Over 50,000 students will have the opportunity to profit off their name, image and likeness (NIL) under a new Adidas initiative.
The brand announced on Wednesday that it is forming an NIL network that will be accessible to its 109 NCAA Division I partner schools. Through the program, eligible students across 23 D-I sports will have the opportunity to become a paid affiliate brand ambassador with Adidas, a first for a major sports brand.
The initiative is the latest chapter of Adidas’s “Impossible Is Nothing” campaign, which promotes the brand’s goal of creating a more equitable and inclusive future in sports. To start, athletes will have the chance to profit through commission links, but Adidas plans to also offer elevated opportunities at a brand partnership and entrepreneurial level.
“We hope to uplift student-athletes by providing educational opportunities to learn more about the NIL and business landscape, which may include bringing them into brand moments and campaigns, partnerships with existing brand athlete partners and ambassadors,” Adidas NCAA program lead Jim Murphy said in a statement to Sports Illustrated. “But really we want to open the doors to a more equitable future outside of just unlocking monetary rewards. We want to help them grow as student-athletes and set them up for a future beyond college sports.”
The inspiration to allow a wide range of athletes from its member schools to profit off their name, image and likeness branched from Adidas’s goal of impacting as many people as possible while bringing a thoughtful approach to NIL.
“We started to think about how we could do something on a larger scale outside of just individual endorsement deals,” Murphy told SI. “When we really looked across NIL and we grounded it in our mission statement that through sport, we have the power to change lives, I think that’s where we really started to grasp the idea.”
Adidas plans to roll out the wide-ranging network in four phases over the next year. First up will be the Power 5 programs and historically Black colleges and universities (HBCUs), whose athletes will be able to profit off their NIL come the fall.

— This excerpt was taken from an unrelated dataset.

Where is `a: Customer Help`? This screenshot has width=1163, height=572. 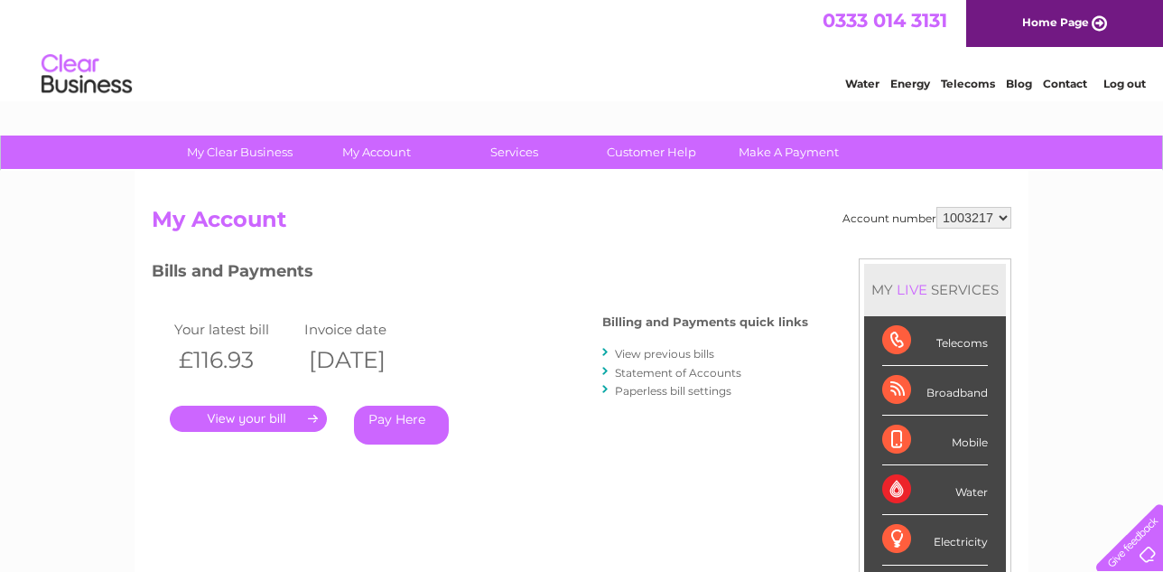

It was important to Adidas for HBCU students to be among the first to benefit from this initiative.
“As we look at college athletics and see some of the discrepancies within the landscape, we want to make sure we’re elevating our HBCUs and trying to find every moment we can to really elevate in this space and provide them opportunities that, quite frankly, in the past they might not have been afforded to,” Murphy said.
The unveiling of the NIL network also honors the 50th anniversary of Title IX, which the brand will be commemorating on the NCAA tournament stage. Athletes from Adidas-affiliate schools, including Kansas, Louisville, Saint Peter’s and more, will be wearing shirts starting in the Sweet 16 that read “More Is Possible.” On the back, the shirts have a passage of the Title IX legislation.
This is just the kicking off point of Adidas’s plans to promote change and level the playing field in sports, but the NIL initiative and Title IX campaign intend to remind the public and inspire discussion of one message: “More Is Possible.”
“There is more we can be doing,” Murphy said. “And this NIL program is just one example of how we will continue to find touchpoints in the marketplace to amplify our athletes and making sure that they are grounded in equitable opportunities as it moves forward within our universes.”